Movie Review: Hidden Figures January 14th, 2017
I took a break from looking at dystopian futures to watch “Hidden Figures†a story from the promising and tumultuous time in history. The film chronicles three African-American women, working as “human computers” at their jobs providing NASA with rocket trajectory calculations in the beginning of the 1960s, the early days of the space race. As with all films based on true stories, it’s hard to know what is actual history and what is narrative license.
Certainly the work and achievements of Katherine G. Johnson (mathematician), Mary Jackson (engineer) and Dorothy Vaughan (supervisor and programmer of IBM electronic computers) are well known. It’s never sure how many of the details filling in between the facts are genuine or for story. I would like to the book the film was inspired on at some point to find out more of the picture.
Even understanding that history and narrative are usually different animals, and taking that into account. The film is interesting, engaging and entertaining. Besides the human interest and Civil Rights achievements, I also enjoyed seeing a world where space-flight mathematics are carried out on paper and blackboards, as the digital age and the first IBM computers were emerging on the scene. At one point Dorothy Vaughan happens upon a FORTRAN book and that made me smile, remembering my time using the language back in engineering school.

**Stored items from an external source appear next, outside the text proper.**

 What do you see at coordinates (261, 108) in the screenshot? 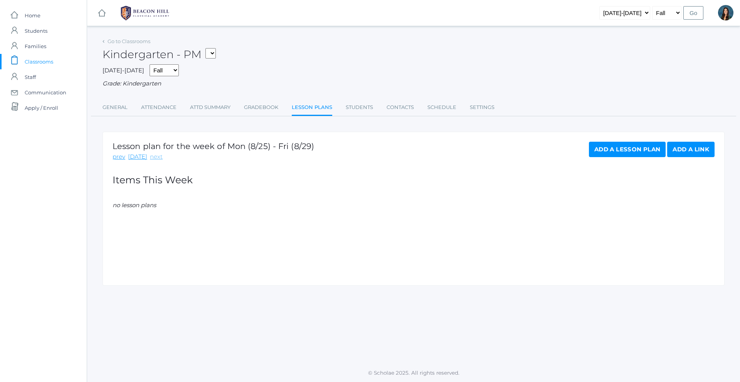
I see `a: Gradebook` at bounding box center [261, 108].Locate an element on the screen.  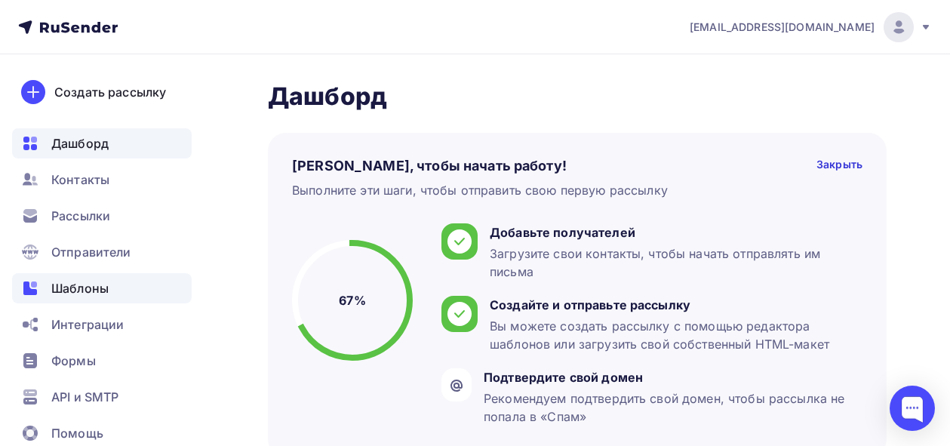
a: Отправители is located at coordinates (102, 252).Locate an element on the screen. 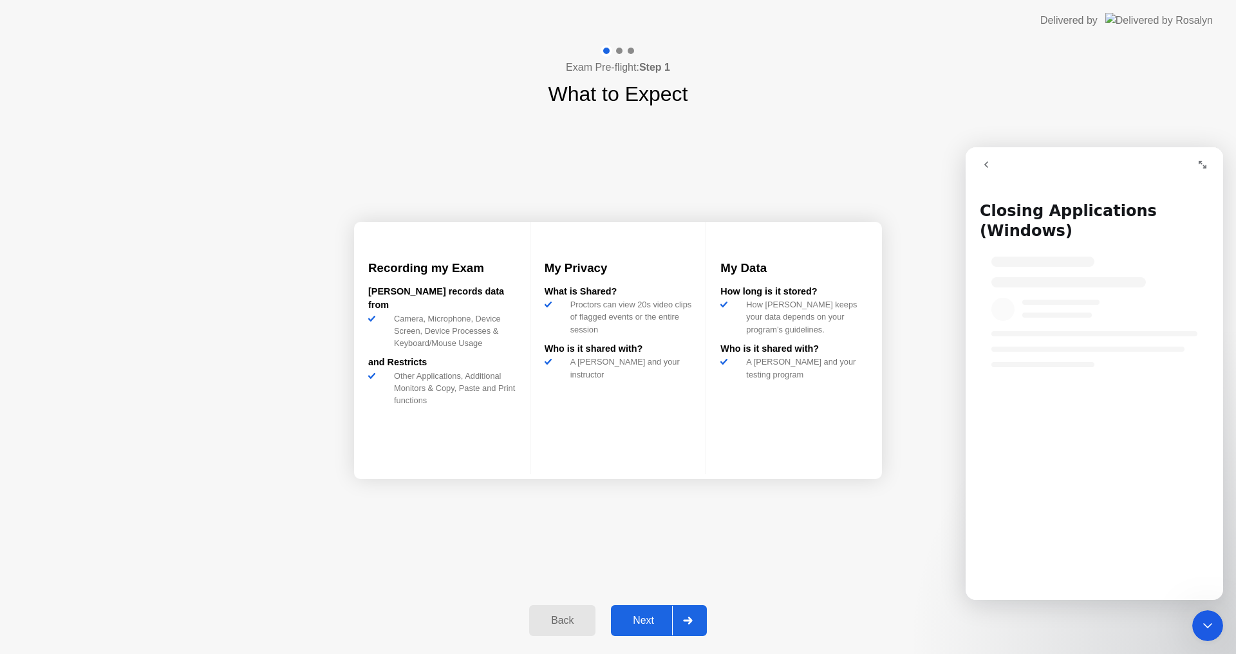  h4: Exam Pre-flight: is located at coordinates (618, 68).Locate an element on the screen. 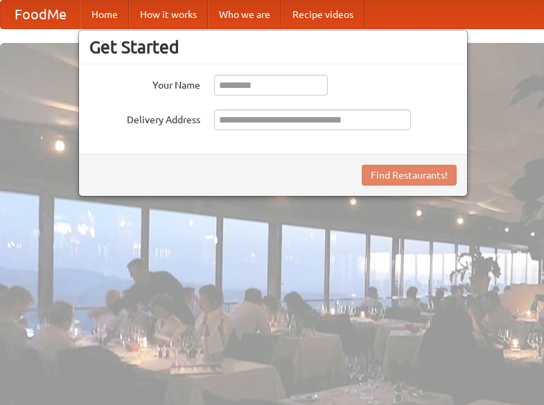 The height and width of the screenshot is (405, 544). label: Delivery Address is located at coordinates (145, 118).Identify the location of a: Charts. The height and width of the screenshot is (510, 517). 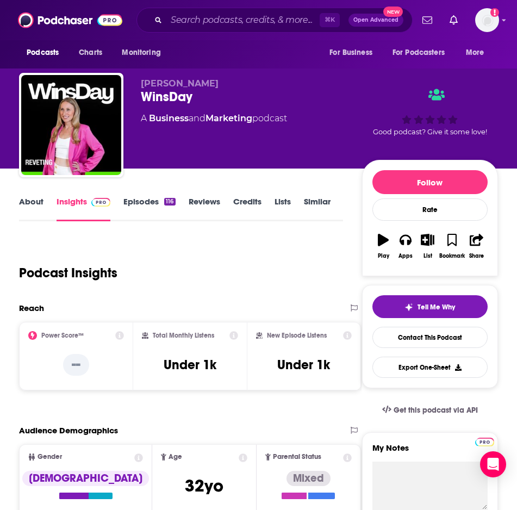
(90, 53).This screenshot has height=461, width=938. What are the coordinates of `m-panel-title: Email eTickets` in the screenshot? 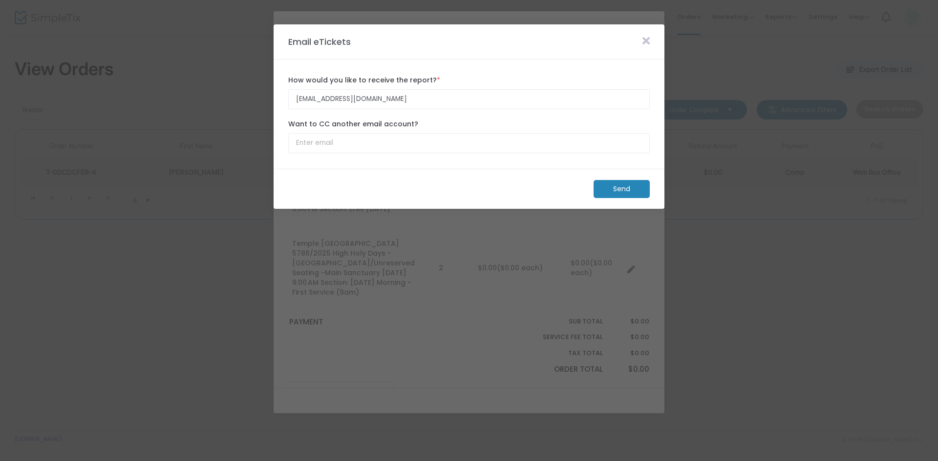 It's located at (319, 42). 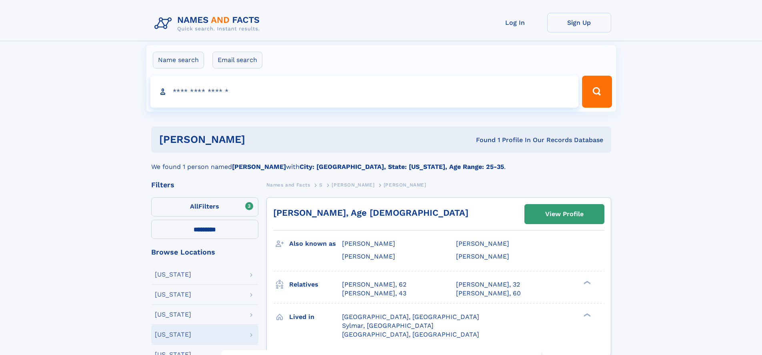 I want to click on label: Name search, so click(x=178, y=60).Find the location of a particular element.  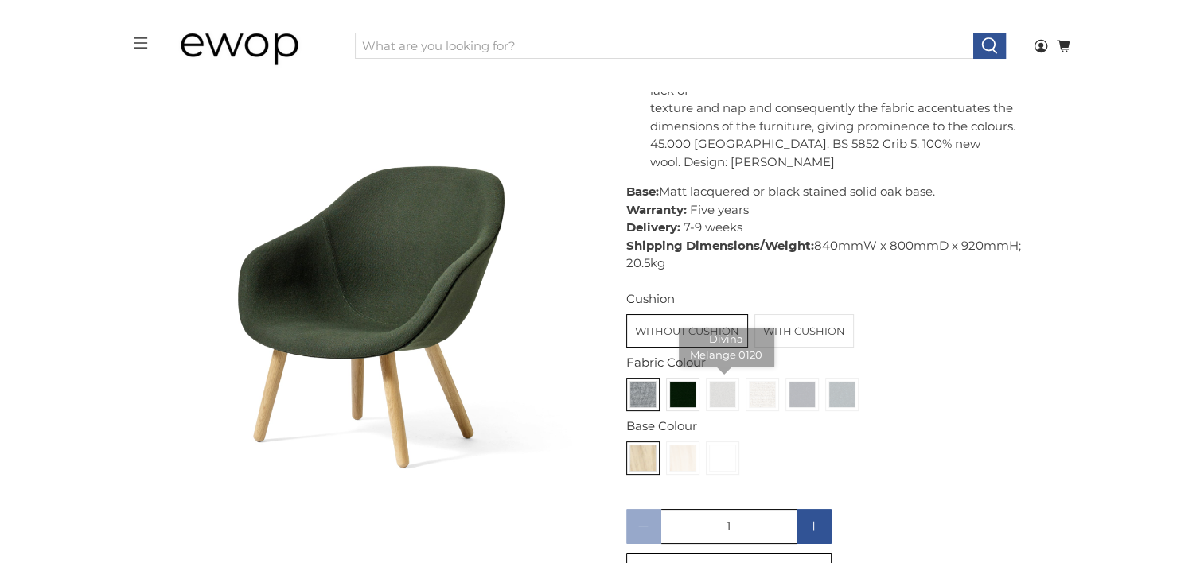

label: Without Cushion is located at coordinates (687, 331). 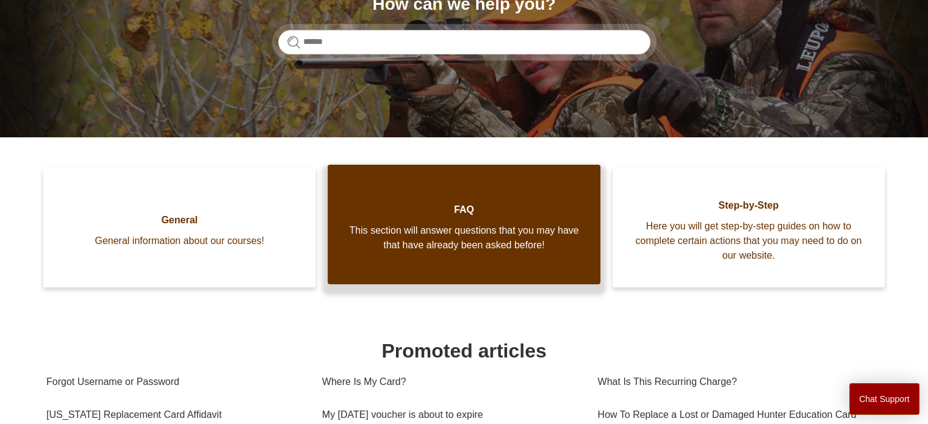 What do you see at coordinates (748, 206) in the screenshot?
I see `span: Step-by-Step` at bounding box center [748, 206].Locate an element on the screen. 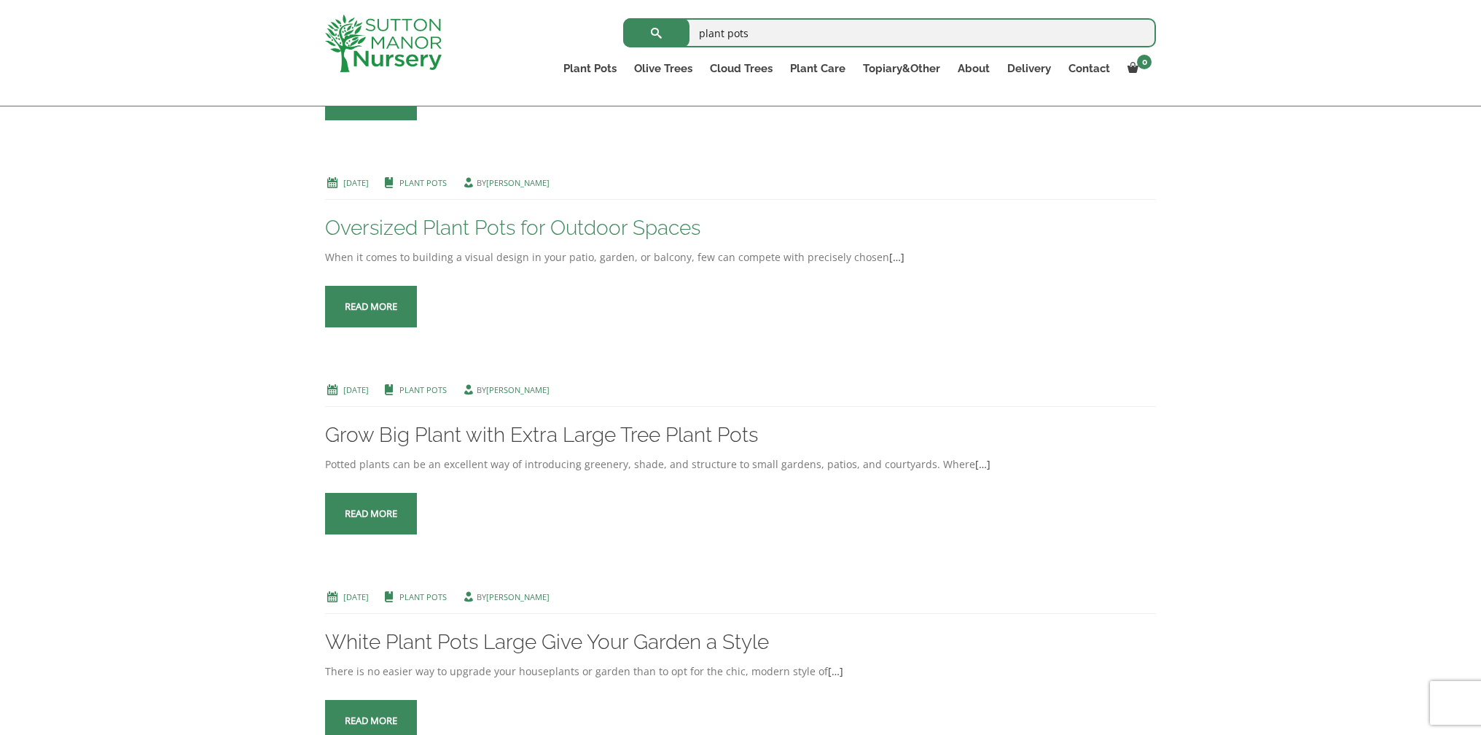  div: When it comes to building a visual design in your patio, garden, or balcony, few can compete with... is located at coordinates (740, 257).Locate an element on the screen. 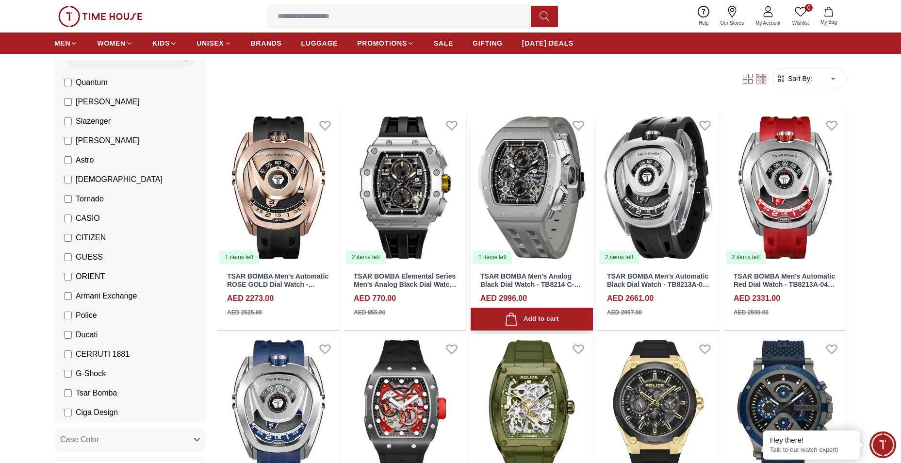 The width and height of the screenshot is (901, 463). span: CERRUTI 1881 is located at coordinates (102, 354).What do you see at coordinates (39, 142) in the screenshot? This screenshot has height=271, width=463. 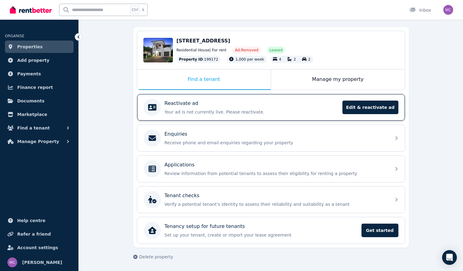 I see `button: Manage Property` at bounding box center [39, 142].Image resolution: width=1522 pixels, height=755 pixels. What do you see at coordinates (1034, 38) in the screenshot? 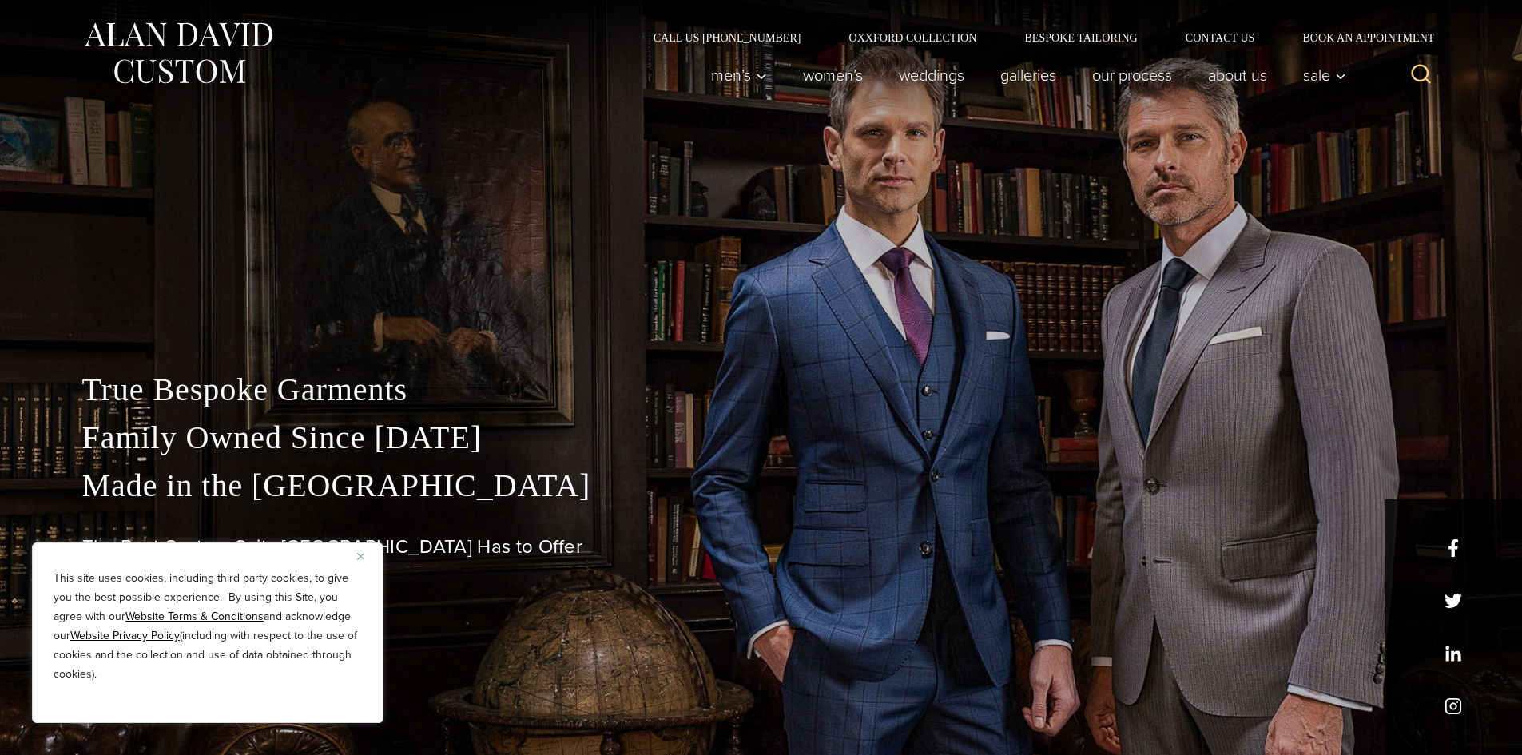
I see `nav: Secondary Navigation` at bounding box center [1034, 38].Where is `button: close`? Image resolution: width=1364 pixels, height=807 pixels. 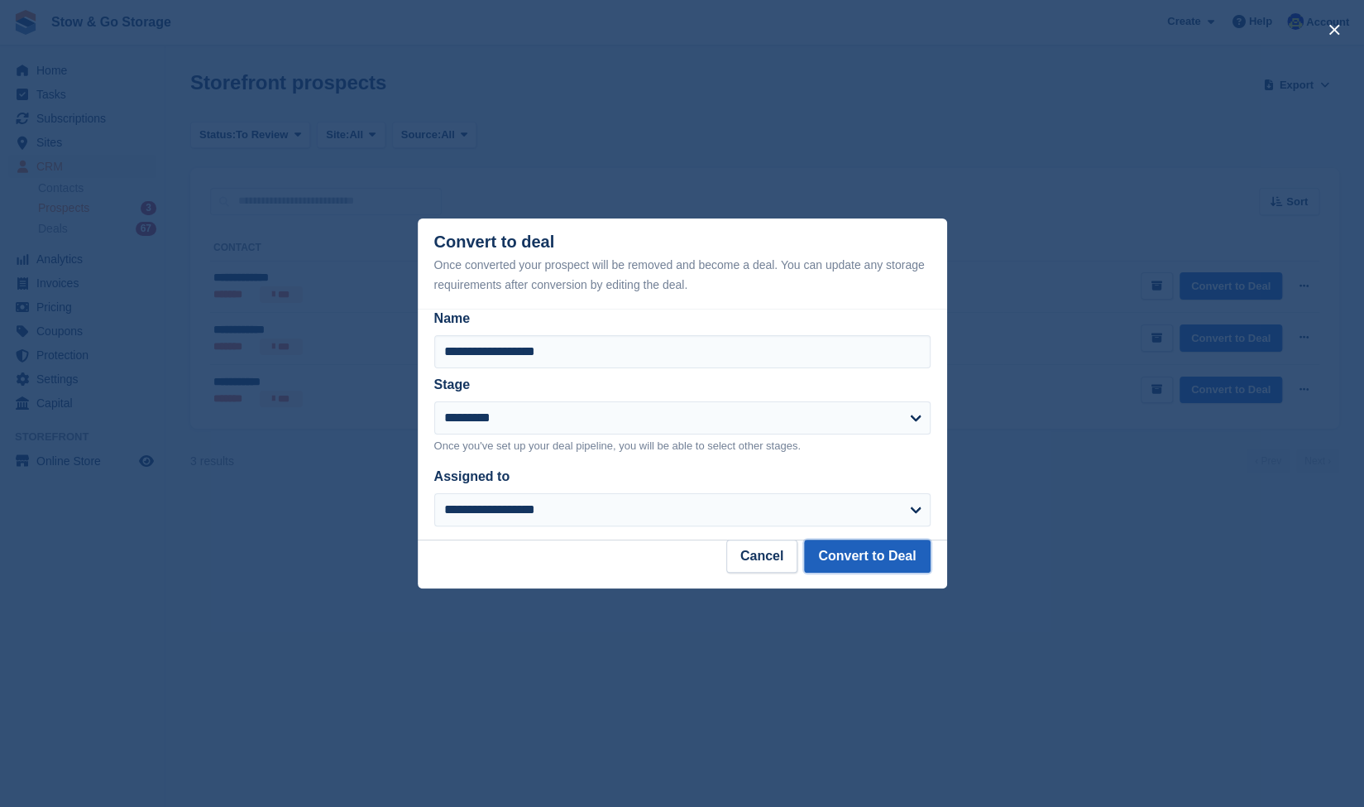
button: close is located at coordinates (1335, 30).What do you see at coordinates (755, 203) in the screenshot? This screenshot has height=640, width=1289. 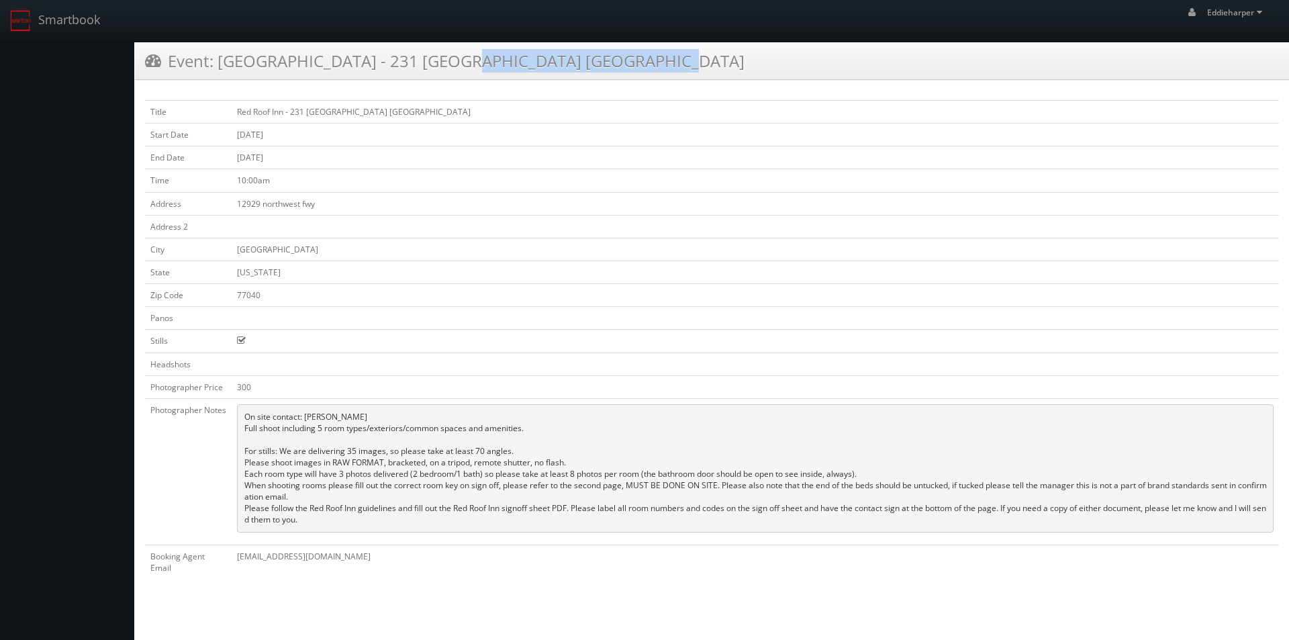 I see `td: 12929 northwest fwy` at bounding box center [755, 203].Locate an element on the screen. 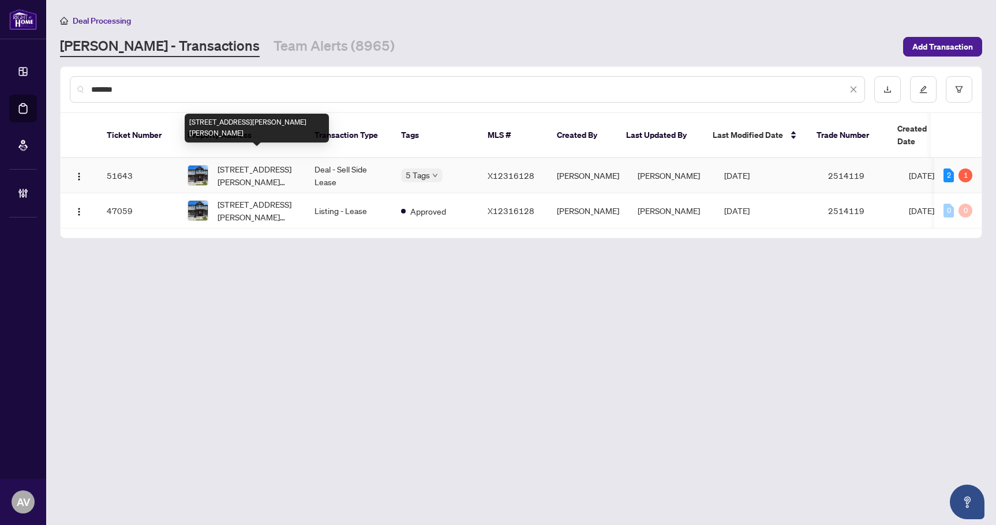 Image resolution: width=996 pixels, height=525 pixels. button: download is located at coordinates (887, 89).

At times the film feels jovial in the face of the daily reminders of dealing with segregation, and in places the tone feels slightly off, but then again that conscious decision keeps the film from being dark and brooding. The mood is upbeat and the story instead focuses on the themes of achievements and progress. Confrontations happen, then the plot moves on. There are both allies and adversaries shown, and while things might be oversimplified for use of plot efficiency, the characters are all portrayed with some nuance and they feel human rather than as caricatures.
The film also shows a few instances where people end up rethinking the status quo, not from moral arguments, but from personal interactions or tangential experiences. Director Al Harrison, played by Kevin Costner, doesn’t desegregate the bathrooms because it’s the just thing to do, he does it because it’s stupid and inefficient, and getting the launch and landing calculations completed are more important. I don’t know if those events actually played out as told, but it rings true to human nature.
Overall the pacing is snappy and the plot is tight, with the narrative moving between the characters’ personal and work lives as well as following NASA’s projects’ missions. The film makes good use of archival news footage for rocket launches added along the way, culminating in John Glenn’s historic Mercury 7 flight, with a familiar credits montage depicting what happens in the women’s careers to show the rest of the story.